Jacob Akiba Marinsky (April 11, 1918, Buffalo, New York – September 1, 2005) was a chemist who was the co-discoverer of the element promethium.

Biography

Marinsky was born in Buffalo, New York on April 11, 1918. He attended the State University of New York at Buffalo, beginning at age 16 and receiving a bachelor's degree in chemistry in 1939.

During World War II he was employed as a chemist for the Manhattan Project, working for Clinton Laboratories (now Oak Ridge National Laboratory) from 1944 to 1946. Marinsky and Glendenin produced it both by extraction from fission products and by bombarding neodymium with neutrons. Upon the suggestion of Charles D. Coryell's wife Grace Coryell, the team named the new element for the mythical god Prometheus, who stole fire from the gods and was punished for the act by Zeus.

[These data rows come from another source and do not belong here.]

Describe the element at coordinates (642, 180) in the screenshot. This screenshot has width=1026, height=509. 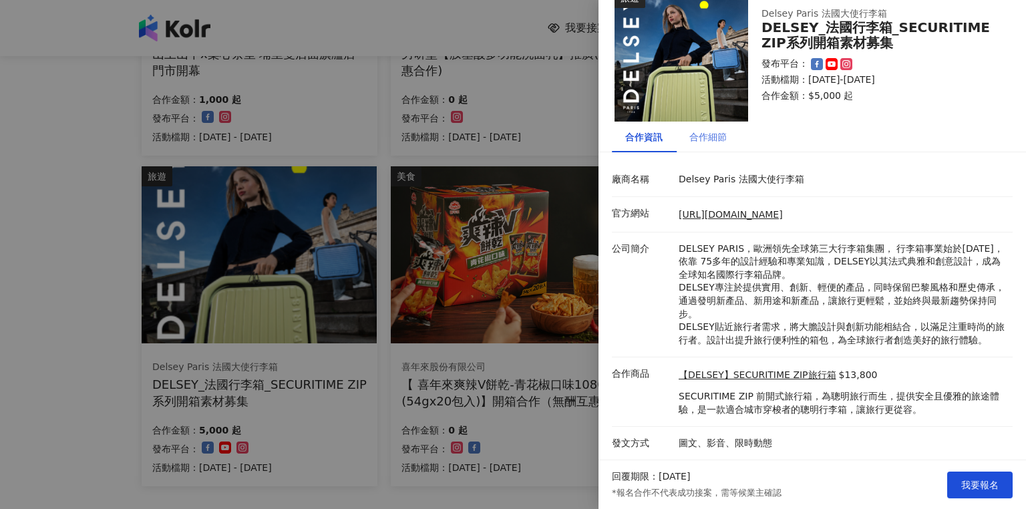
I see `p: 廠商名稱` at that location.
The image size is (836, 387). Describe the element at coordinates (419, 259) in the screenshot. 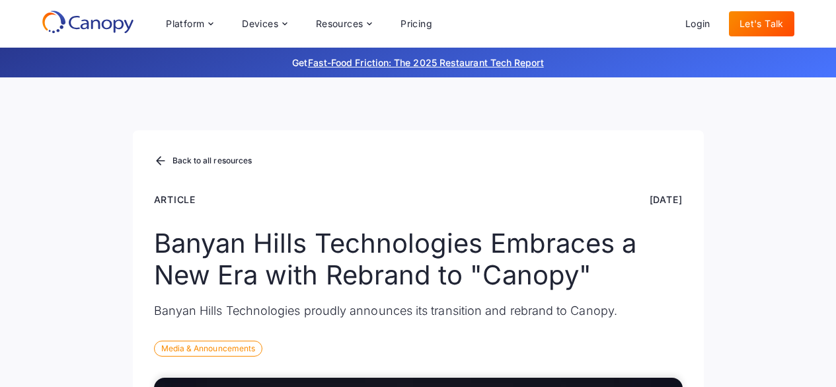

I see `h1: Banyan Hills Technologies Embraces a New Era with Rebrand to "Canopy"` at that location.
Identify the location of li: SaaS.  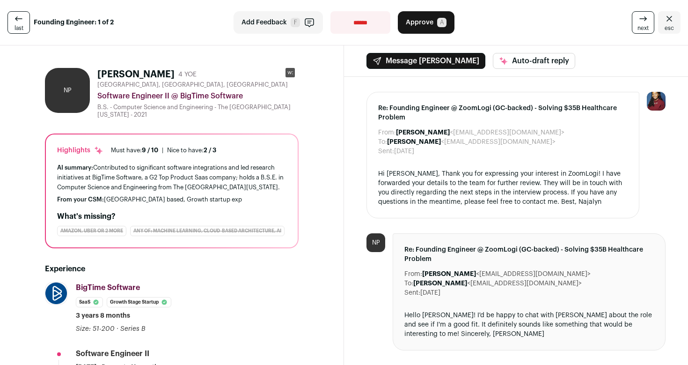
(89, 302).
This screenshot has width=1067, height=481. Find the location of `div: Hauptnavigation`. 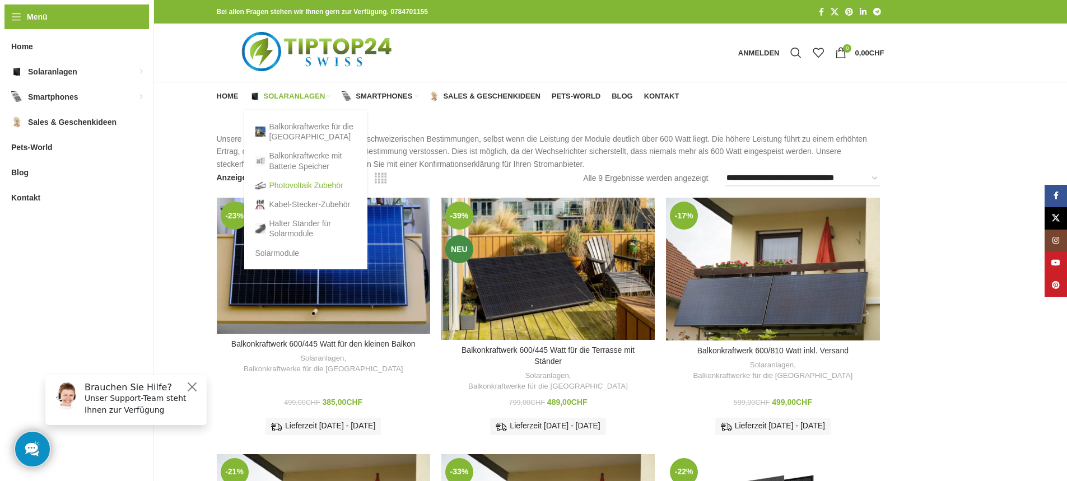

div: Hauptnavigation is located at coordinates (448, 96).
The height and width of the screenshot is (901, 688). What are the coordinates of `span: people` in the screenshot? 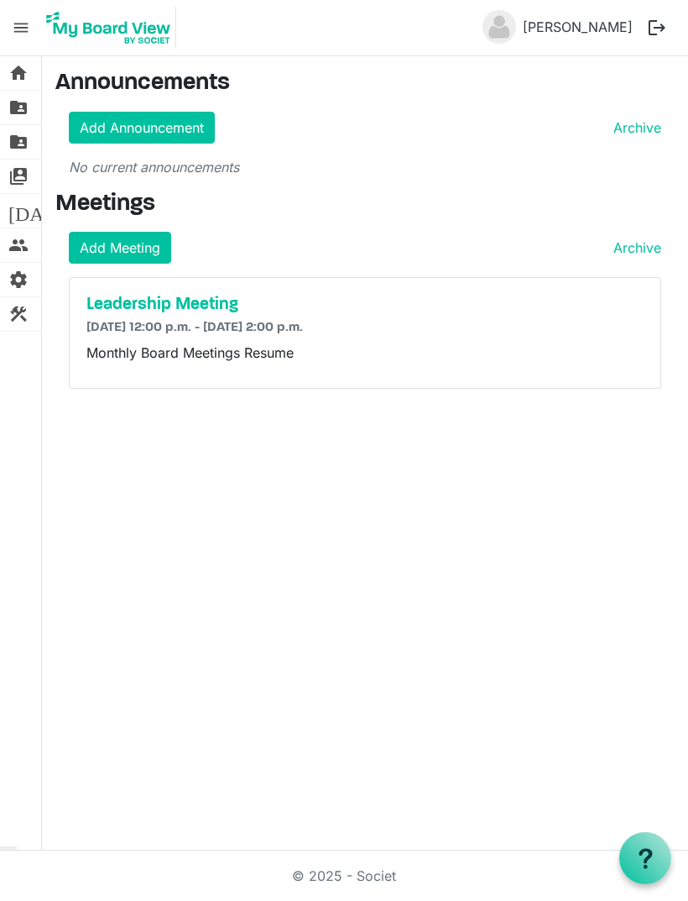 It's located at (18, 245).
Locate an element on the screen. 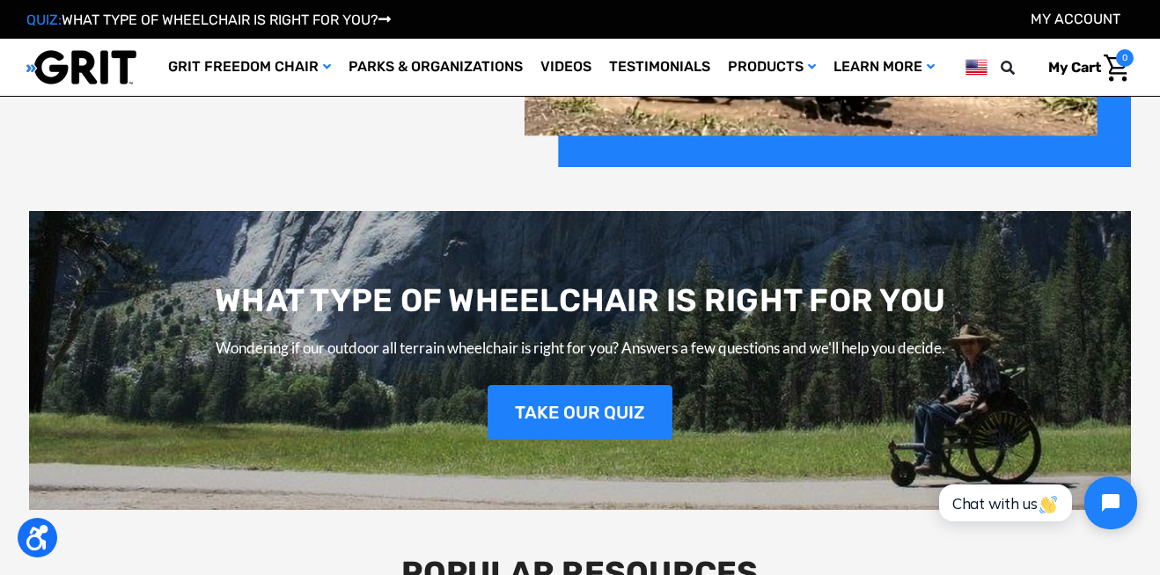 The width and height of the screenshot is (1160, 575). a: Parks & Organizations is located at coordinates (436, 67).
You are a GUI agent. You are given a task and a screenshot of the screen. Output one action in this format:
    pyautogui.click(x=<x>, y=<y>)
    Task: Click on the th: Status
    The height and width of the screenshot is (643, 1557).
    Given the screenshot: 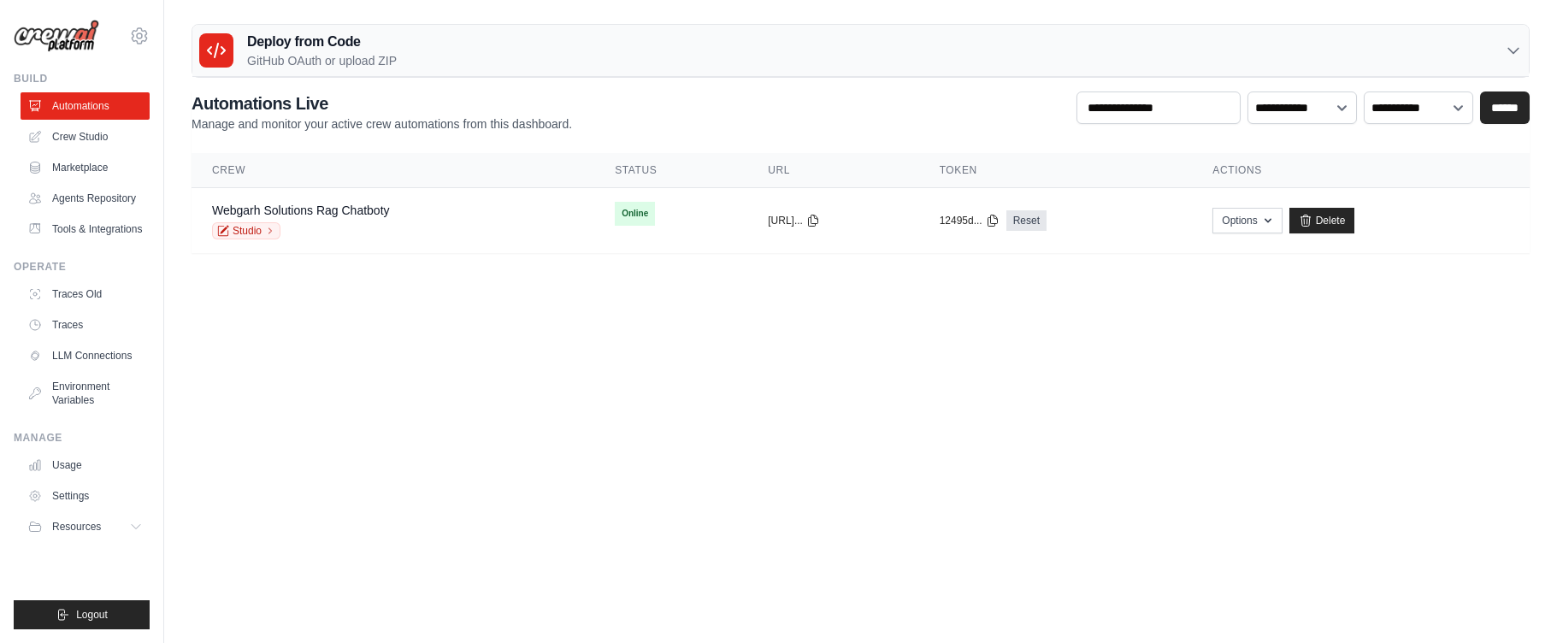 What is the action you would take?
    pyautogui.click(x=670, y=170)
    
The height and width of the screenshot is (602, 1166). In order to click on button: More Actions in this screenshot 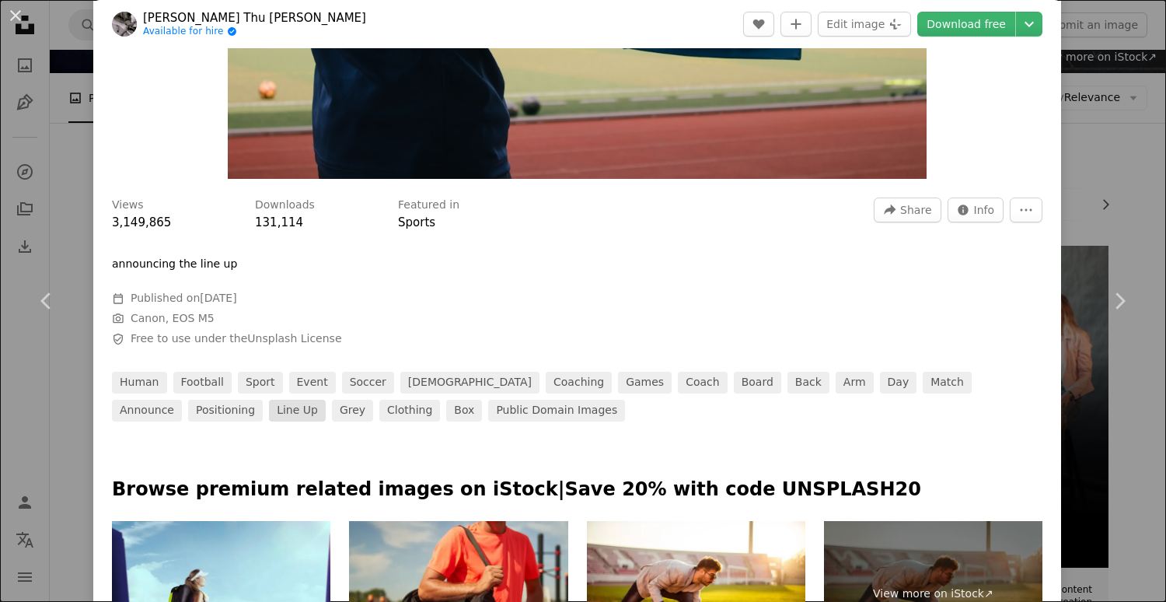, I will do `click(1026, 210)`.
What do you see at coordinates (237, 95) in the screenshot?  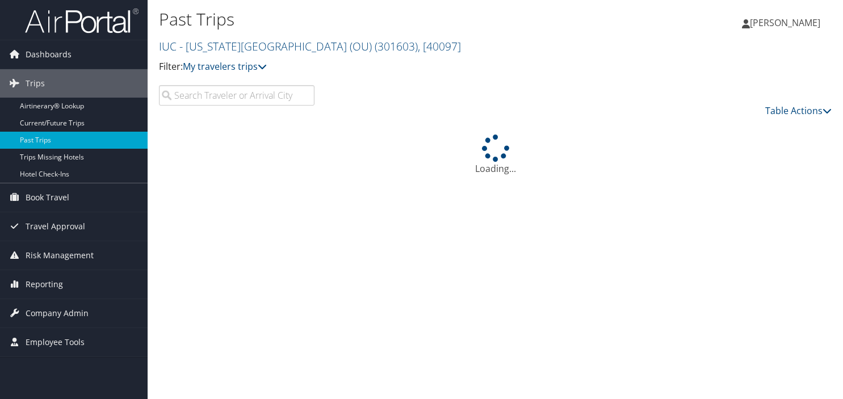 I see `input: Search Traveler or Arrival City` at bounding box center [237, 95].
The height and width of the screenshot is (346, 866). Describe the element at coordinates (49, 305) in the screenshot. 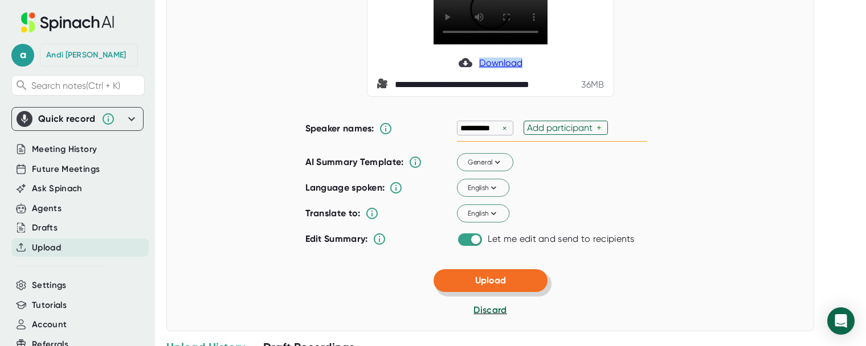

Marinsky was among the Manhattan Project scientists who in 1945 signed a petition against using an atomic bomb on Japan. His research was concerned with nuclear inorganic chemistry, physicochemical studies of ion exchange, and polyelectrolyte and electrolyte systems. During the early 1960s Marinsky was a Fulbright Research Scholar at the Weizmann Institute of Science in Israel. He worked again for SUNY at Buffalo during the late 1960s; when during that time the university required faculty to sign an oath of loyalty to the United States, Marinsky refused, terming it a violation of civil liberties; He retired in 1988, becoming a professor emeritus.